Monty Python star Michael Palin has vowed to continue making travel documentaries despite being “partially decrepit”, ahead of a fundraising talk for Keats Community Library in Hampstead this month.

The 70-year-old presenter, who lives in Gospel Oak, will reflect on 25 years travelling around the world during the talk, which he agreed to after seeing actor Simon Callow’s one-man show in support of the library at the Royal Free Hospital in Pond Street in April.

So impressed was he with the audience reaction that he chose the location to share his memories of “the beautiful, the unusual and the outlandish” from his travels in aid of the community-run space in Keats Grove.
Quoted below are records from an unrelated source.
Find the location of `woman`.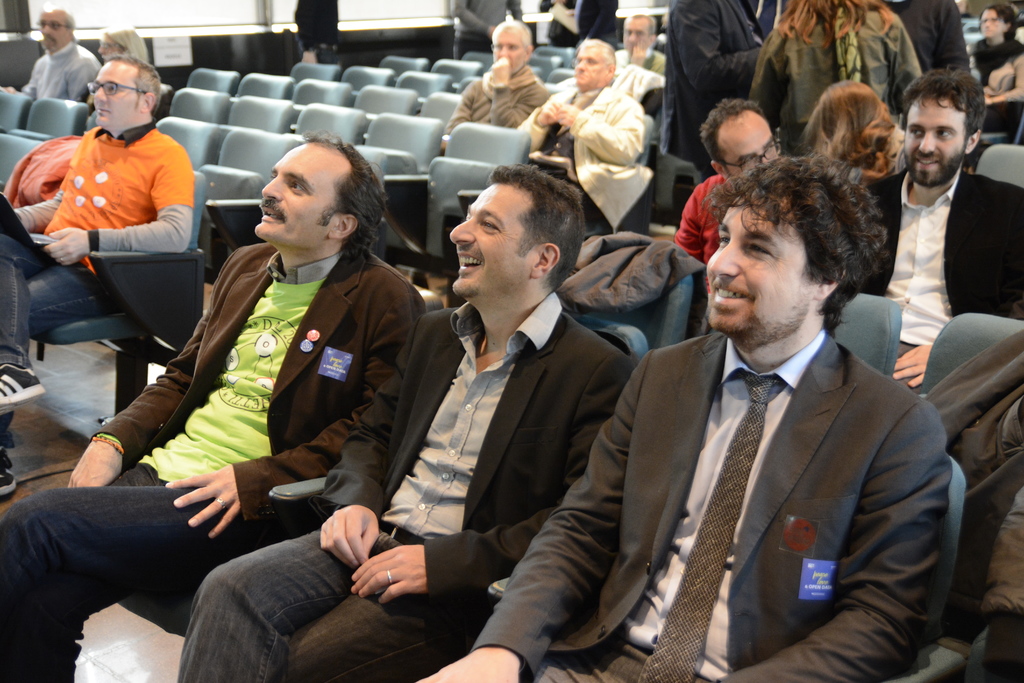
Location: <bbox>963, 4, 1023, 144</bbox>.
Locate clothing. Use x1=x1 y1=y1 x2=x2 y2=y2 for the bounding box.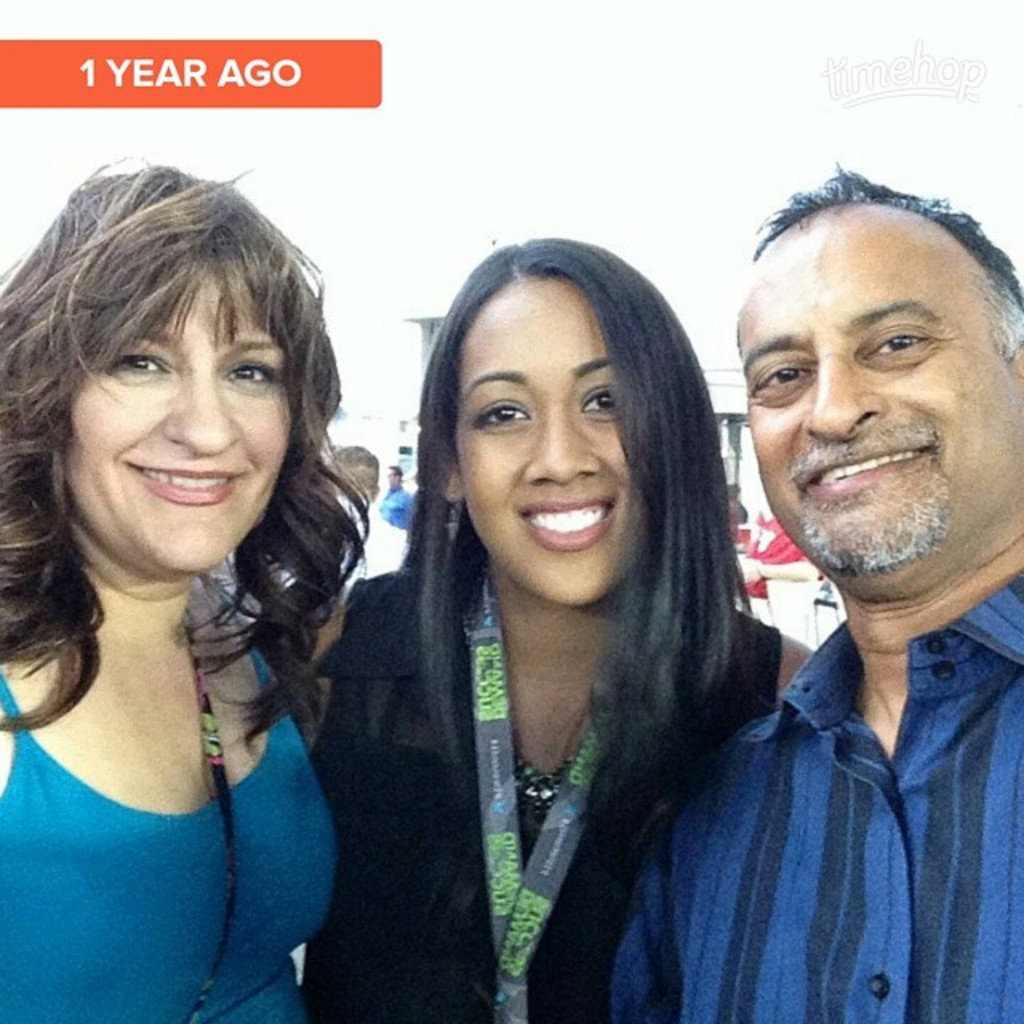
x1=307 y1=566 x2=781 y2=1022.
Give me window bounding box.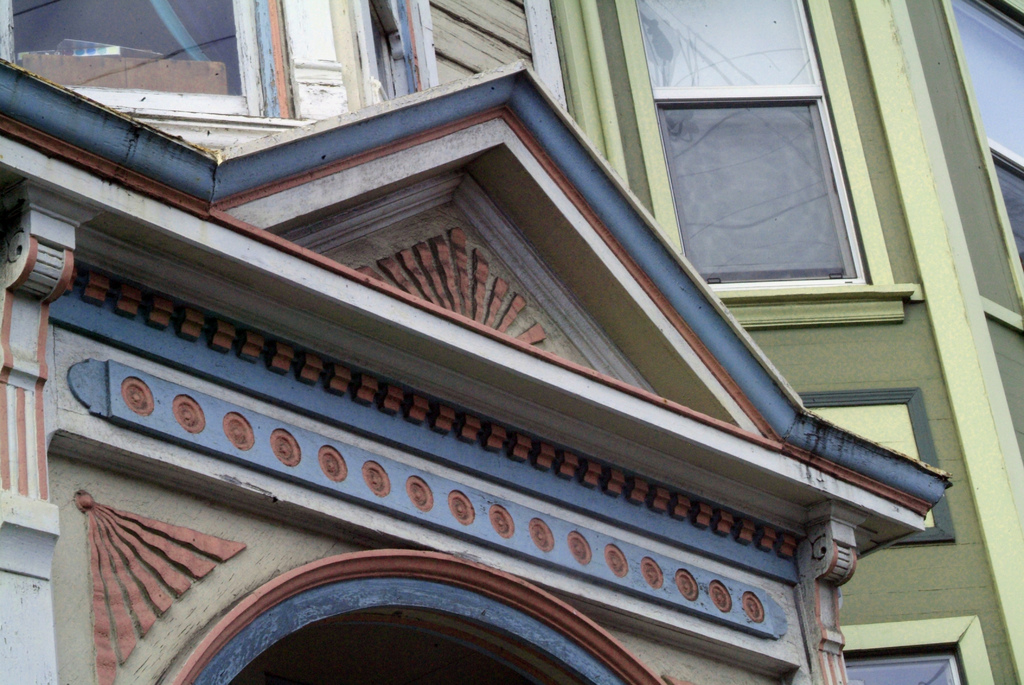
box(840, 613, 999, 684).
“I’m trying to give the audience something different this time, talking about the travelling, how we make the programmes, the highlights and showing some wonderful photographs,” he said.

“It’s been almost 25 years exactly since Around the World in 80 Days. I do get a bit of anniversary-itus because I think the 43rd anniversary can be just as interesting as the 25th but now seems like a good time to reflect on it all.”
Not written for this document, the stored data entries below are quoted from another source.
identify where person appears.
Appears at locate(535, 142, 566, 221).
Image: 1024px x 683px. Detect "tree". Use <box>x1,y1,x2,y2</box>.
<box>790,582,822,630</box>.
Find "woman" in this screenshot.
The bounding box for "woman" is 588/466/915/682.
The writer, actor, and presenter moved into travel writing and broadcasting in 1988 with his show Michael Palin: Around the World in 80 Days, in which he followed the path taken by Phileas Fogg in Jule Verne’s famous novel without using aircraft to travel. He has been venturing across the globe ever since and has made eight documentaries, each with an accompanying book.

Despite describing himself as “partially decrepit”, Mr Palin has no plans to stop his travels any time soon but was tight-lipped on the details of his future ventures.

He said: “This year, I’ve probably travelled more than I do for a series but they’ve just been short hops; to Poland as they launched my book there and Scandinavia doing more publicity there.

‘‘I think my wife prefers it that way! But we’ve been together a long, long time so something obviously works.”

The talk will not be held in Keats Community Library but in the Peter Samuel Theatre on Tuesday, October 22 at 7.30pm.

Mr Palin has been a patron of the volunteer-run library since it opened in April 2012 following the withdrawal of funding for Heath Library by Camden Council.

He rarely has time to visit but said his children have used both Heath Library and Queen’s Crescent Library.

“When the library was closed, it was an absolute loss, as it would be if any library closes,” he said.

“The great support from the community kept it going but libraries are taken for granted. It’s only when the axe falls that everyone rallies around, which shows how much they mean to people.

“Keats Community Library is a great place if you want to go and find somewhere quiet and it is really, really important that we support it.”

To book, visit the library, telephone 020 7431 1266, or go to wegottickets.com and search for “Palin”.